In 2024, for example, there were 382 murders and non-negligible manslaughters in the Big Apple, according to city data on crime complaints.
That is below a recent peak in 2021, which saw 488 such cases, and well below much higher totals decades ago, like in 2000, when there were 673 murders and non-negligible manslaughters.
Yet, 2024’s figure tops the numbers for 2013 through 2019, the start of Bill de Blasio’s mayoralty. Those totals dipped as low as 292 in 2017 before surging to the recent 488-murder peak during his last year in office.
As of Aug. 10, the New York Police Department had recorded 188 murders in 2025—down 23.6 percent from the same period in 2024. Robberies and felonious assaults were also down relative to the same period, while rape was up 21.6 percent.
In 2024, there were 29,461 felonious assaults in the city, up from recent years and from troughs as low as 16,284 in 2008. Rape was also up, with 1,748 incidents that year as compared to 1,455 in 2023.
Los Angeles, Baltimore, and Oakland
“Hopefully L.A. is watching,” Trump said during his press conference.
He also referenced another California city, Oakland, and nearby Baltimore, saying the two are “so far gone.”
Federal Bureau of Investigation data show 264 homicides in Los Angeles in 2024. That’s down from 327 in 2023 as reported by the Los Angeles Police Department.
In 2013, there were 251 murders in the city.
Los Angeles recorded a major decline in murders during the first half of 2025. Mayor Karen Bass touted a trend that suggests numbers could hit lows in 2025 not seen in 60 years.
In 2024, Oakland witnessed 81 murders and non-negligent manslaughters, according to FBI data. The city saw 120 murders in 2023 as recorded by the Oakland Police Department in its end-of-year report.
The 2024 figure is comparable to lows from the late 1990s and early 2000s, as recorded in an analysis from the University of California, Berkeley School of Law. During the early 1990s, Oakland regularly had more than 140 homicides.
During the first half of 2025, Oakland recorded a 21 percent decline in homicides relative to the first half of 2024.
Baltimore saw 201 homicides in 2024, down from 260 in 2023, according to the Baltimore Police Department. Last year’s total is on par with numbers from a decade ago.
The 2024 numbers give it a homicide rate of more than 35 per 100,000, making it one of America’s deadliest large cities.
Charm City’s midyear report in 2025 recorded 68 homicides, down from 88 over the same period in 2024.

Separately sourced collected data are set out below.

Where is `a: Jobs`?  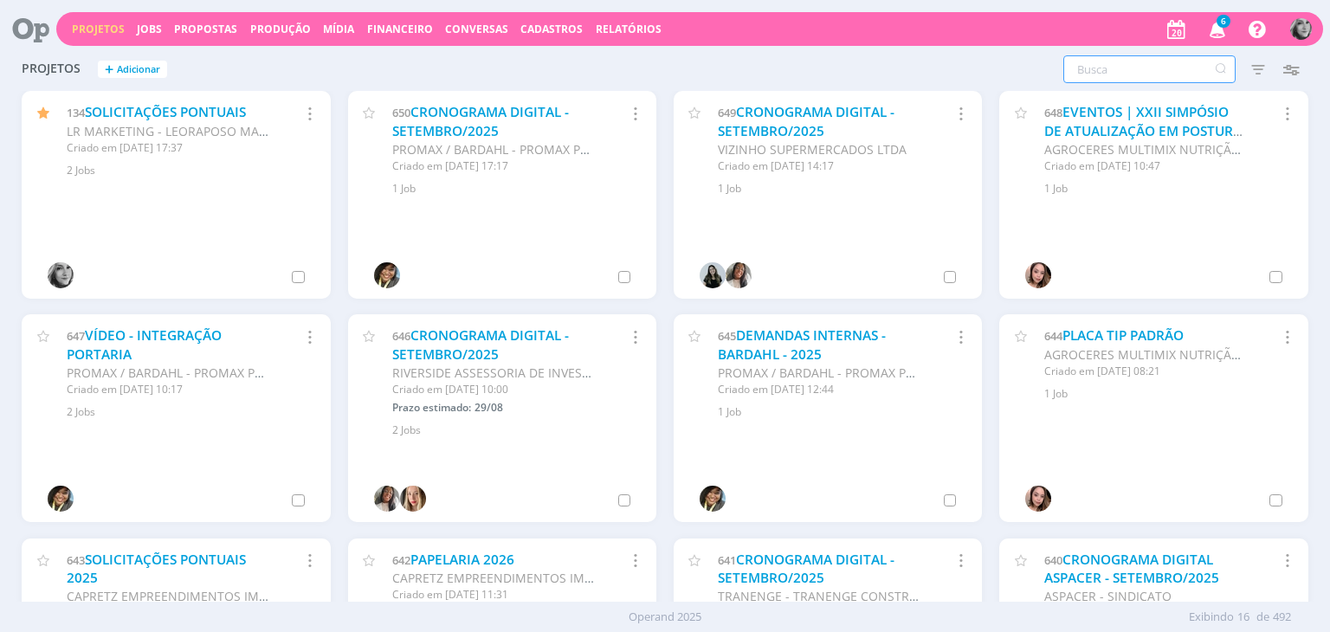 a: Jobs is located at coordinates (149, 29).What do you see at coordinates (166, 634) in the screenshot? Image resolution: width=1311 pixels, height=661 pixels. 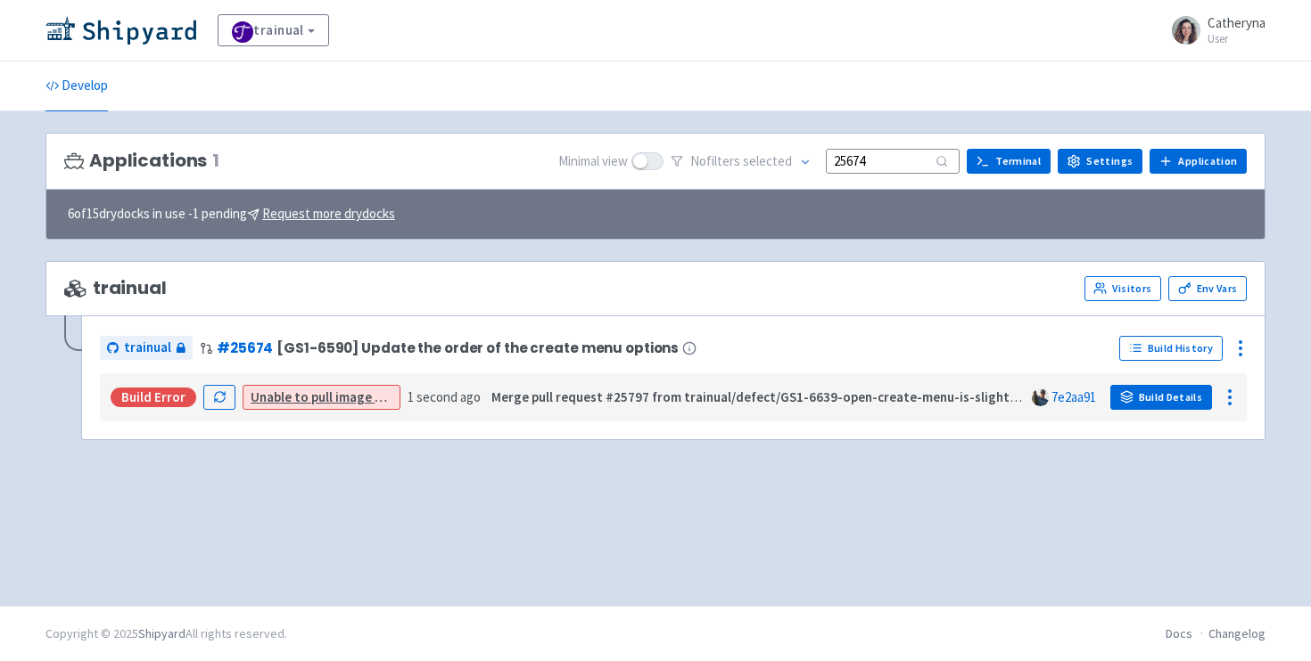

Three people were killed and eight others wounded when multiple gunmen opened fire inside a Brooklyn hookah lounge and restaurant around closing time Sunday morning.
Officers responded to calls of a shooting inside Taste of the City Lounge at 903 Franklin Avenue in Crown Heights just before 3:30 a.m., NYPD Commissioner Jessica Tisch said at a press briefing.
The three people killed were all men, ages 27, 35 and one whose age wasn’t immedialtely known, cops said. All three were pronounced dead at the scene.
3 people were killed and 8 others wounded in the shooting.LoudLabsNYC
No arrests were made in the shooting, and the suspects have yet to be identified.
The eight wounded victims — five men and three women — were taken to local hospitals with what cops said were non-life-threatening injuries.
The oldest injured victim was 61.
At least 36 shell casings were found from the scene of the shooting, which was reportedly sparked by a dispute inside the crowded lounge.
Detectives recovered a firearm from the vicinity of Bedford Avenue and Eastern Parkway, but are still investigating whether this weapon was tied to Sunday morning’s shooting.
“We have the lowest number of shooting incidents and shooting victims seven months into the year we’ve seen on record in the city of New York,” Tisch said. “Something like this is, of course, thank god, an anomaly and it’s a terrible thing that’s happened this morning.”
The NYPD has opened an investigation into the early morning shooting.NYPD personnel stood inside the business near a pool of blood and broken glass, according to video posted on X.